Direct comparison of the MOI data for P. malariae with those for other Plasmodium species is not informative, due to multiple confounding factors, including the age structure of the population sampled, level of malaria endemicity and the type, number and heterozygosity of the genetic markers used. However, MOI values for P. malariae described here fall within documented ranges for P. falciparum (see Babiker and Walliker, 1997) and P. vivax (see Cole-Tobian et al. 2005), despite the significant differences in the epidemiology of P. malariae. The MOI is a useful indicator of the degree of malaria transmission and is important for understanding the potential for recombination in Plasmodium species.
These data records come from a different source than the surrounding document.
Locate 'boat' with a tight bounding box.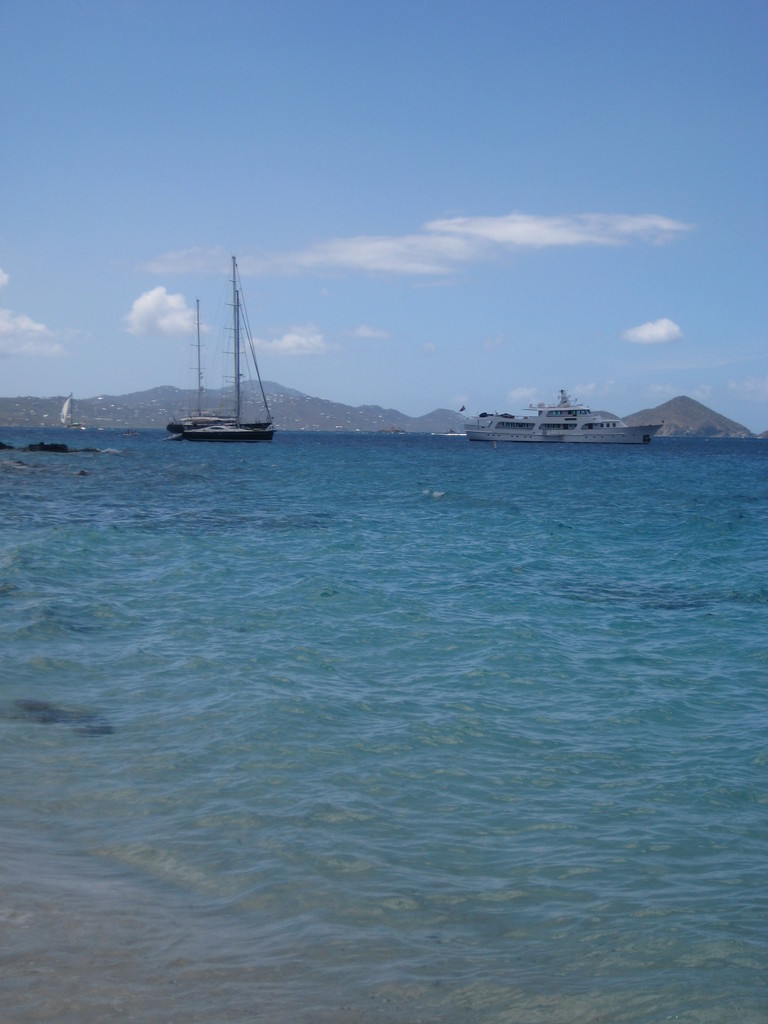
x1=163 y1=295 x2=229 y2=437.
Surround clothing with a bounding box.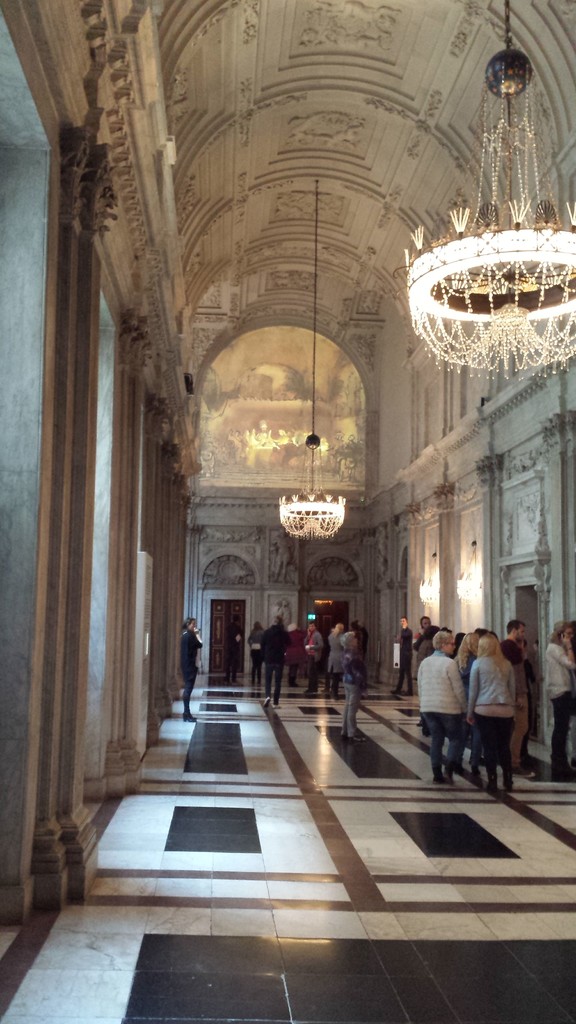
Rect(543, 640, 575, 778).
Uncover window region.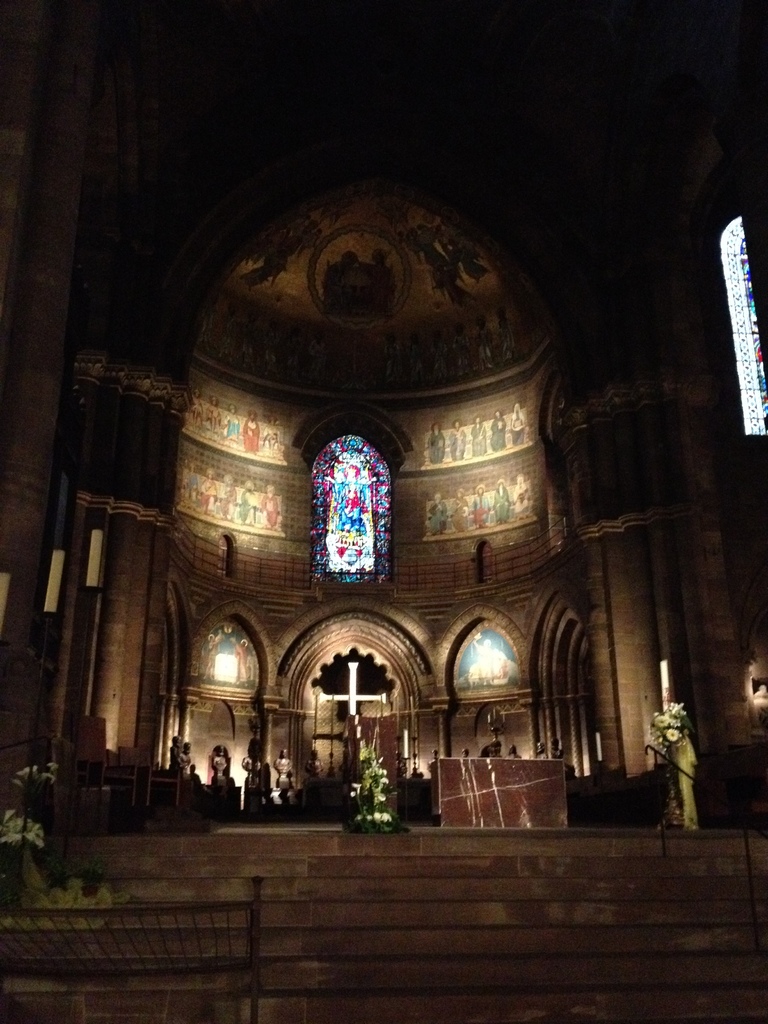
Uncovered: pyautogui.locateOnScreen(310, 415, 396, 577).
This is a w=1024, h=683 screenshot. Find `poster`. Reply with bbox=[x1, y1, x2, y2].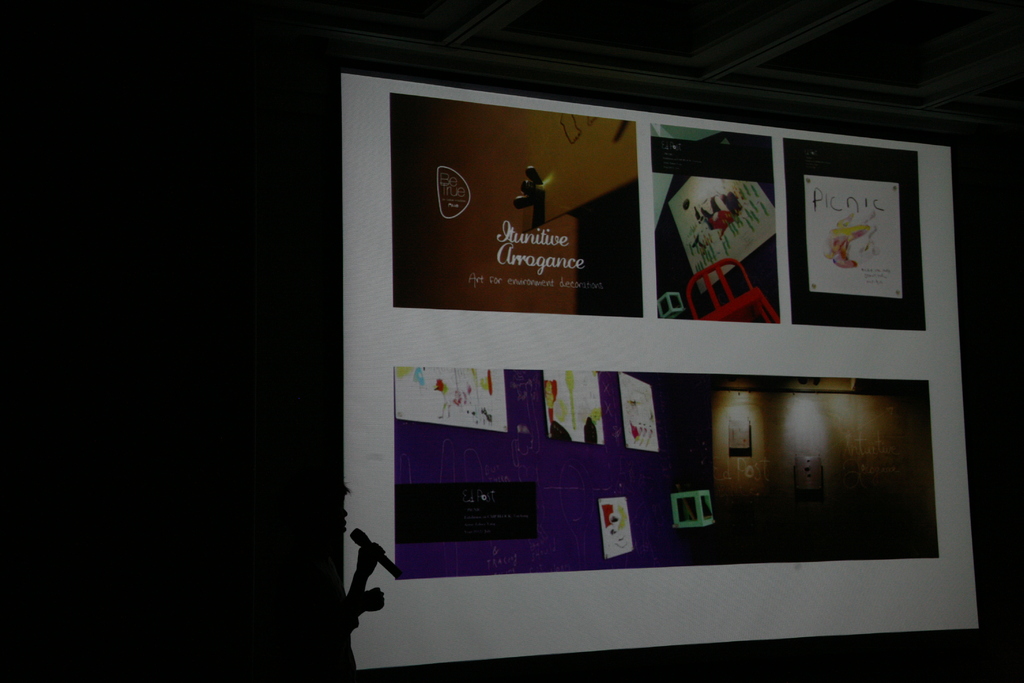
bbox=[784, 135, 925, 324].
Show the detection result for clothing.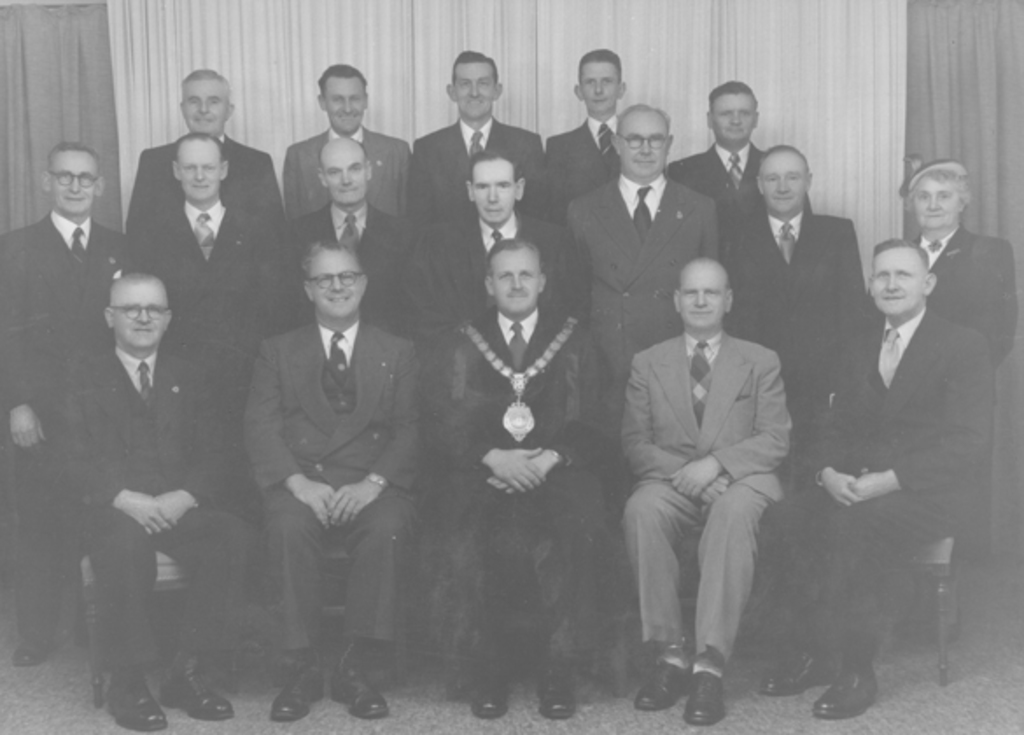
709/208/872/541.
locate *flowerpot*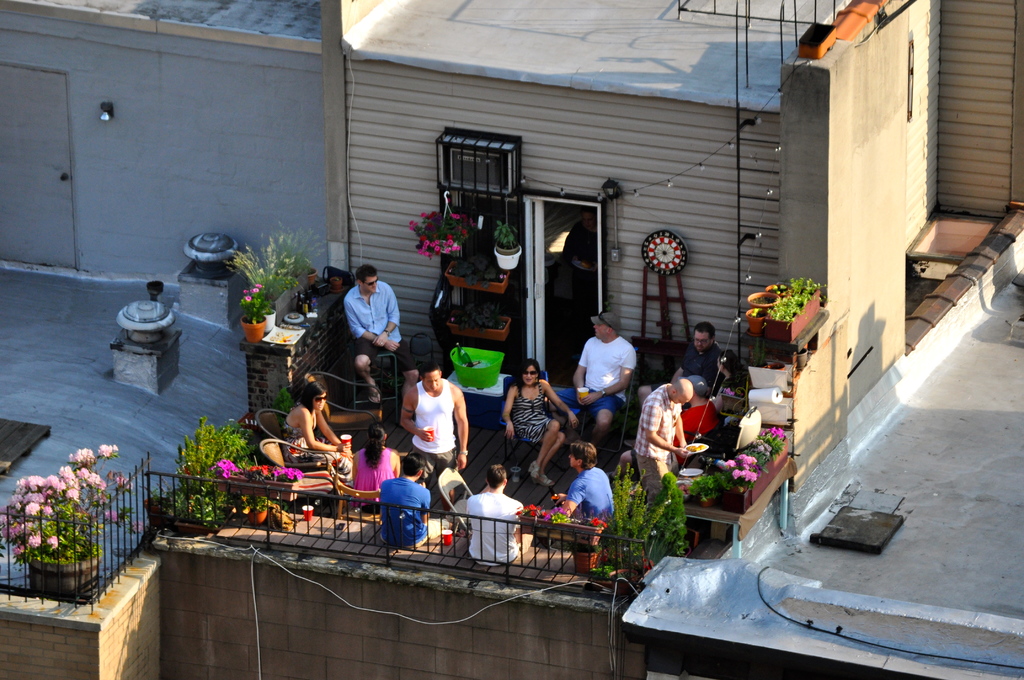
x1=492 y1=239 x2=522 y2=271
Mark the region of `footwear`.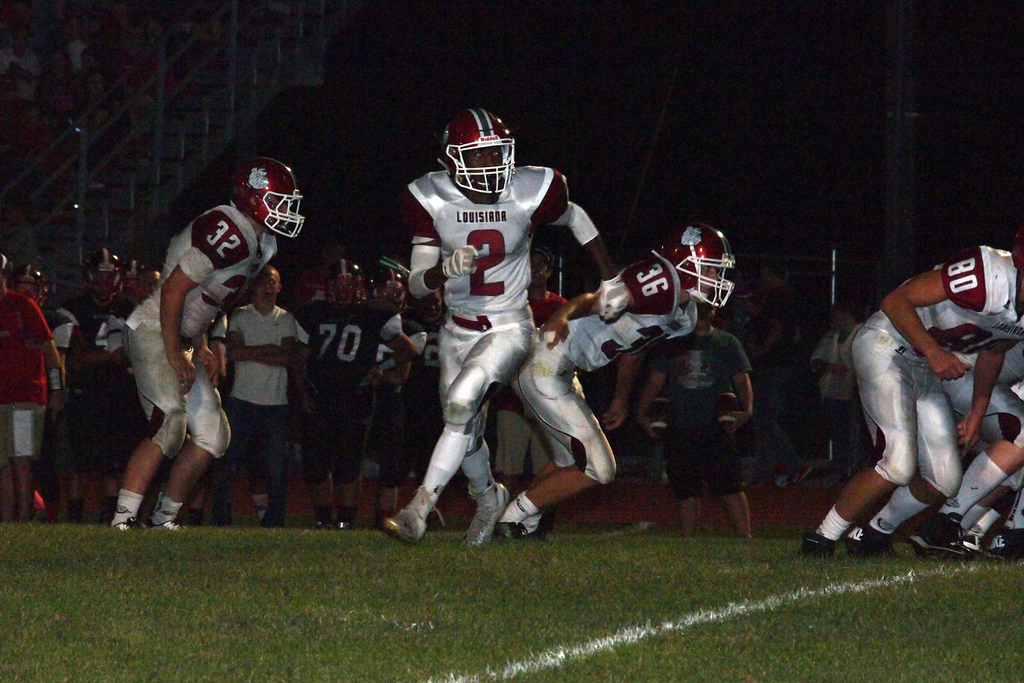
Region: {"left": 108, "top": 520, "right": 147, "bottom": 532}.
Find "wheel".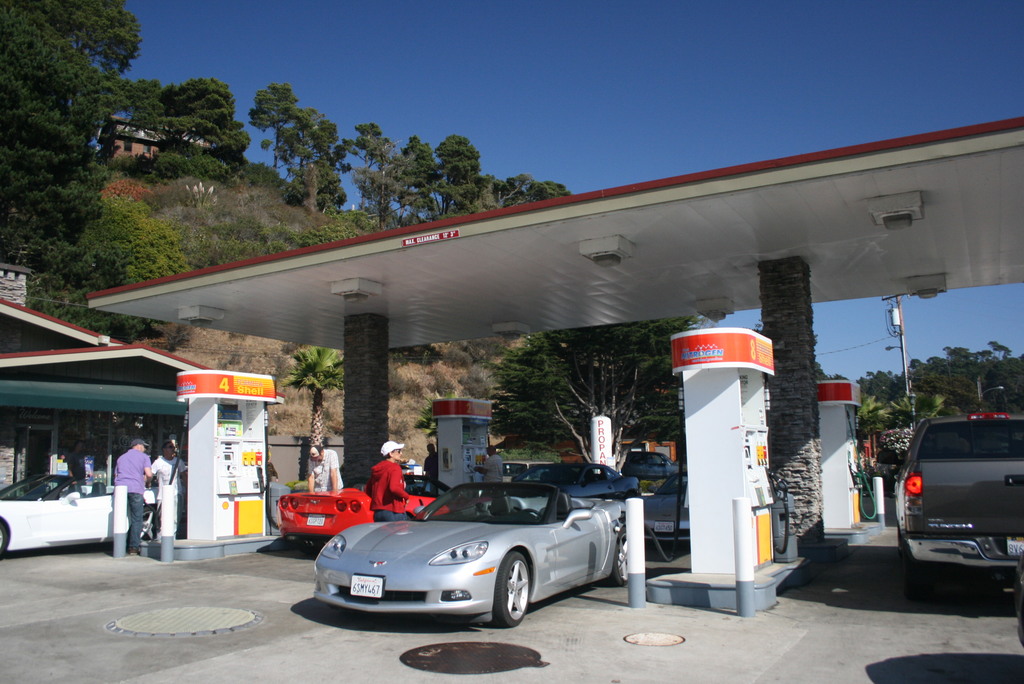
Rect(0, 516, 8, 559).
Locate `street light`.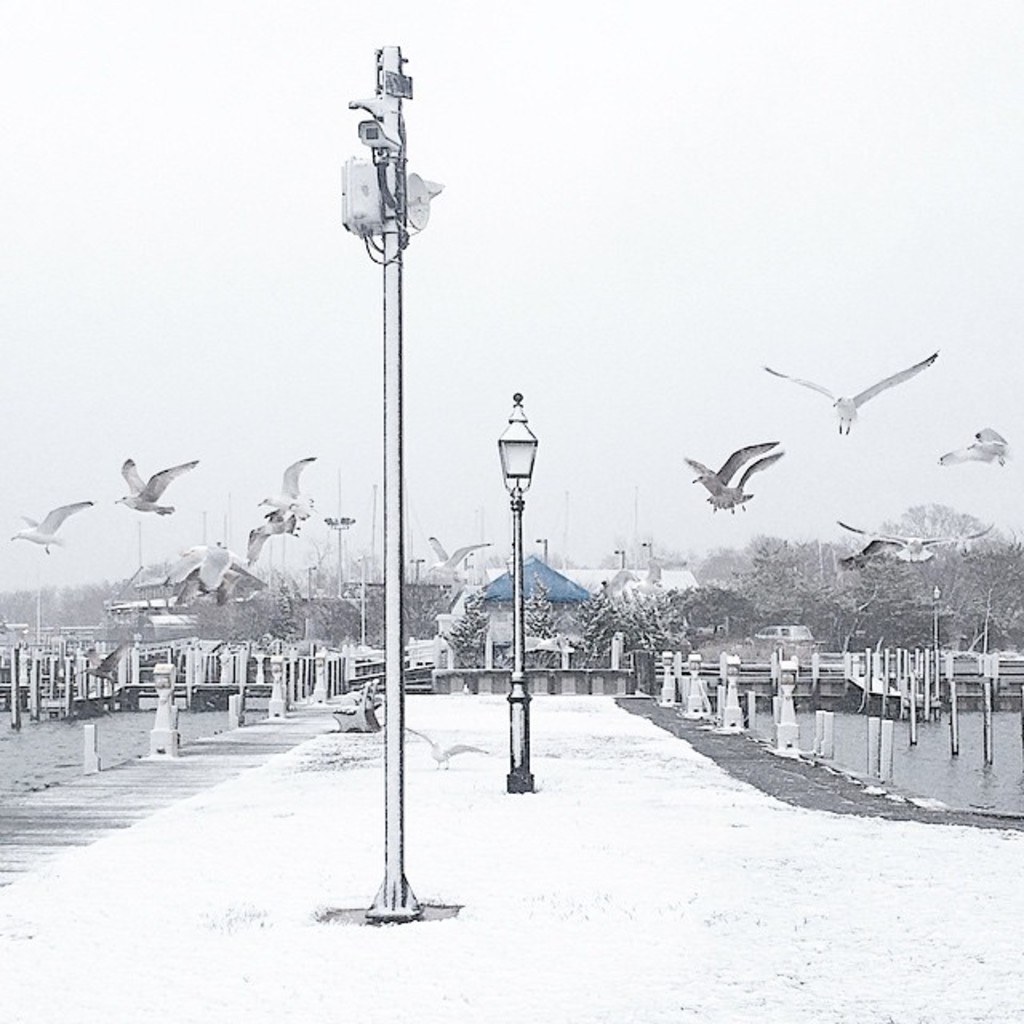
Bounding box: [left=611, top=550, right=624, bottom=571].
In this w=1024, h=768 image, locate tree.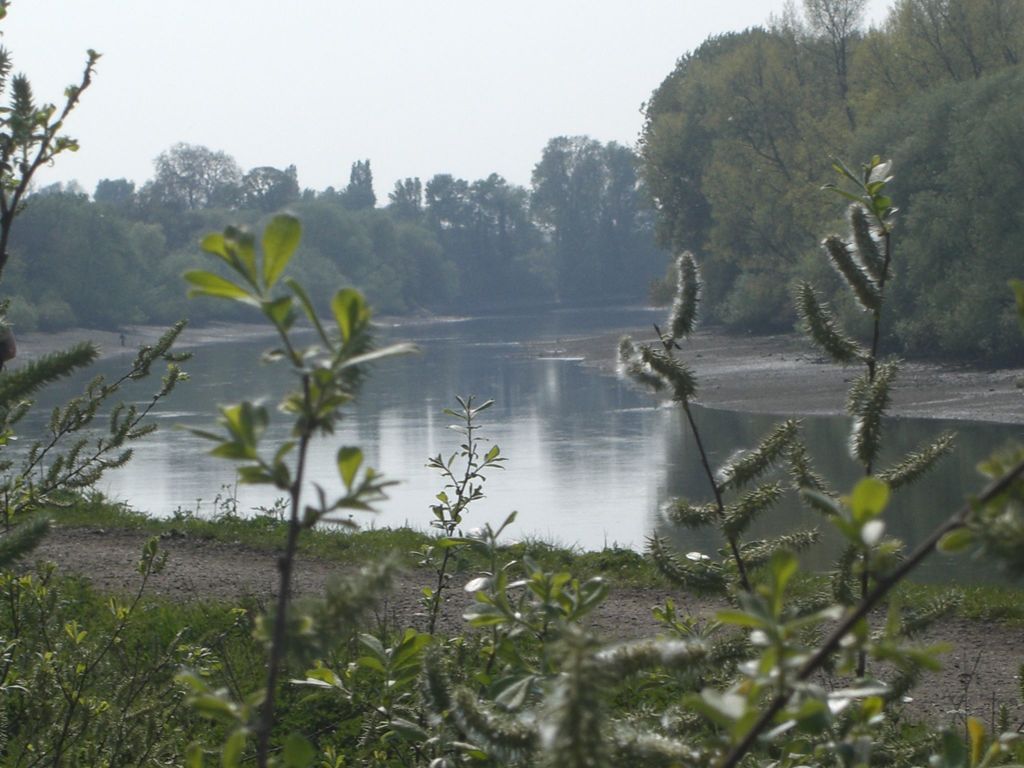
Bounding box: x1=99 y1=177 x2=132 y2=219.
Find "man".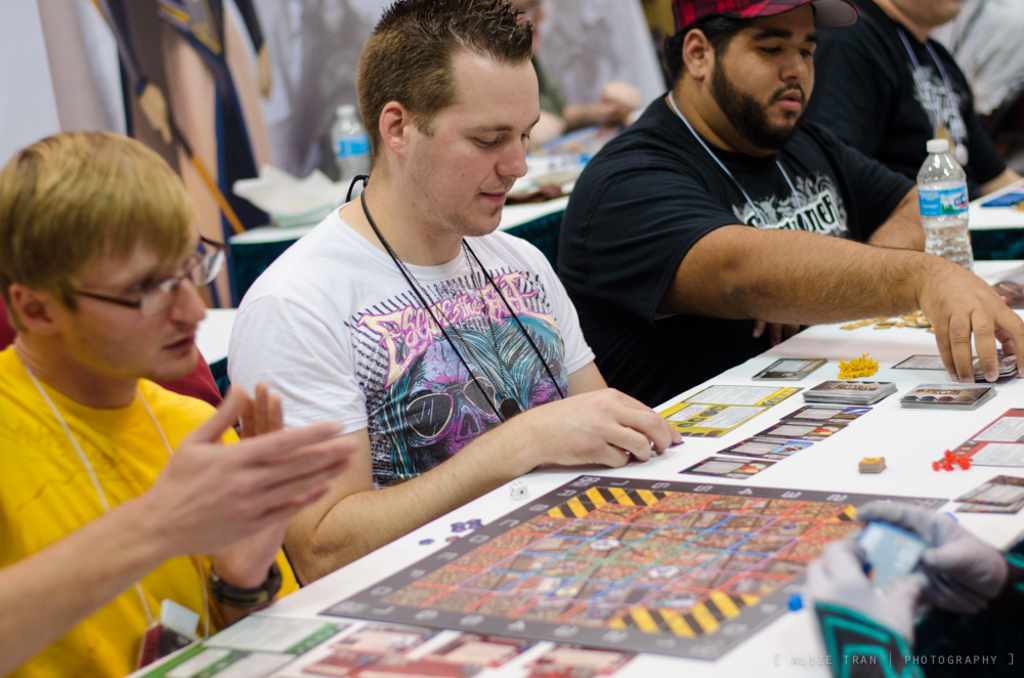
[536,2,1023,401].
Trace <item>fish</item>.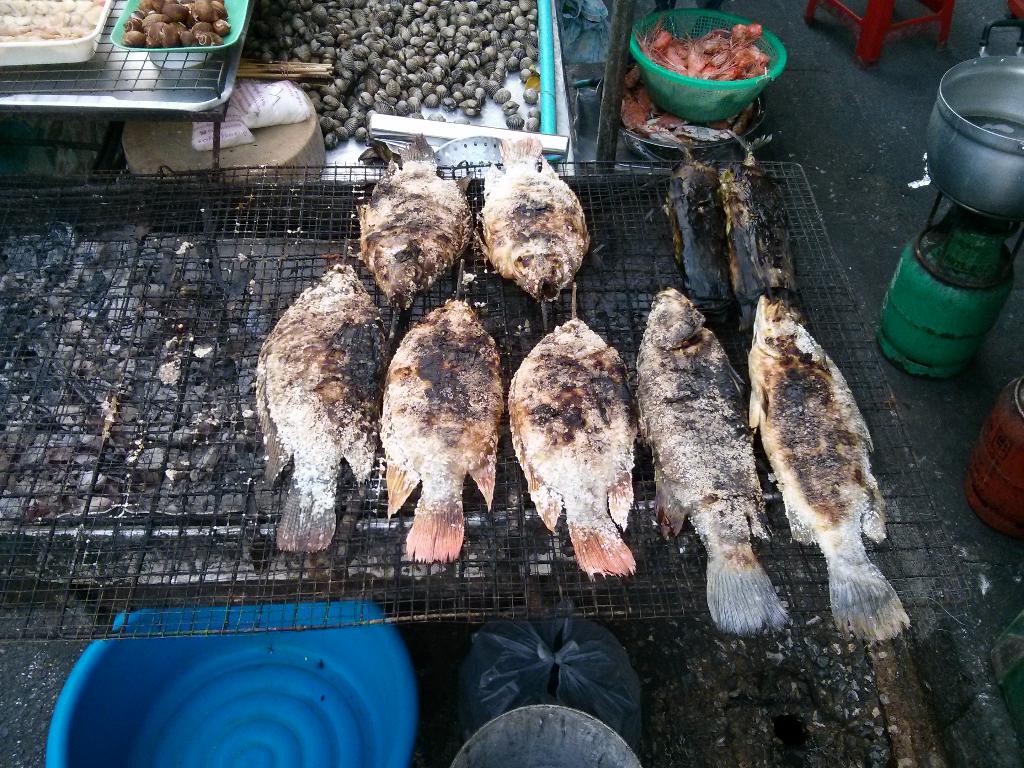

Only when different genotypes are ingested by the mosquito vector in a single bloodmeal can recombination occur. The rate of recombination between different genotypes influences the generation of diversity and the rate of spread of drug resistance through a population (Hastings and Watkins, 2005). A major aim of molecular and population genetic studies of Plasmodium is to determine how the rate of recombination, genetic diversity and the rate of transmission are linked to the acquisition of clinical immunity in human populations living in endemic regions. This description of genetic markers for P. malariae enables, for the first time, the investigation of the molecular epidemiology and population genetics of this little studied, yet widely distributed pathogen of humans. The first molecular epidemiology data for P. malariae presented herein, shows a high level of multi-genotype carriage in humans, suggesting that regular genetic exchange within P. malariae populations is probable, despite the lower prevalence and density of this parasite relative to other species of Plasmodium. Further analysis of a larger number of samples from a greater geographical range, different epidemiological settings, a variety of age groups and from potential primate reservoirs is necessary to further characterize the epidemiology and population structure of P. malariae.

We are grateful to Colin Sutherland, Ali Alloueche, Rosalynn Ord, Alan Brockman and Geoff Pasvol for the provision of P. malariae samples. Thanks to Malcolm Molyneux for assistance in the collection of Malawian samples. We are indebted to Keith Scott, Liz Peat and Julie Galbraith for excellent technical support. Our thanks go to Andy Tait and Annette MacLeod, Glasgow University, for useful discussions. Thanks also to Nick Helps and Joanne Quinney at the University of Dundee Sequencing Service for processing of microsatellite samples. The technical post of Keith Scott was funded by the University of Glasgow. This research was funded by a Wellcome Trust Junior Biodiversity Fellowship (Reference 060446) to Marian Bruce.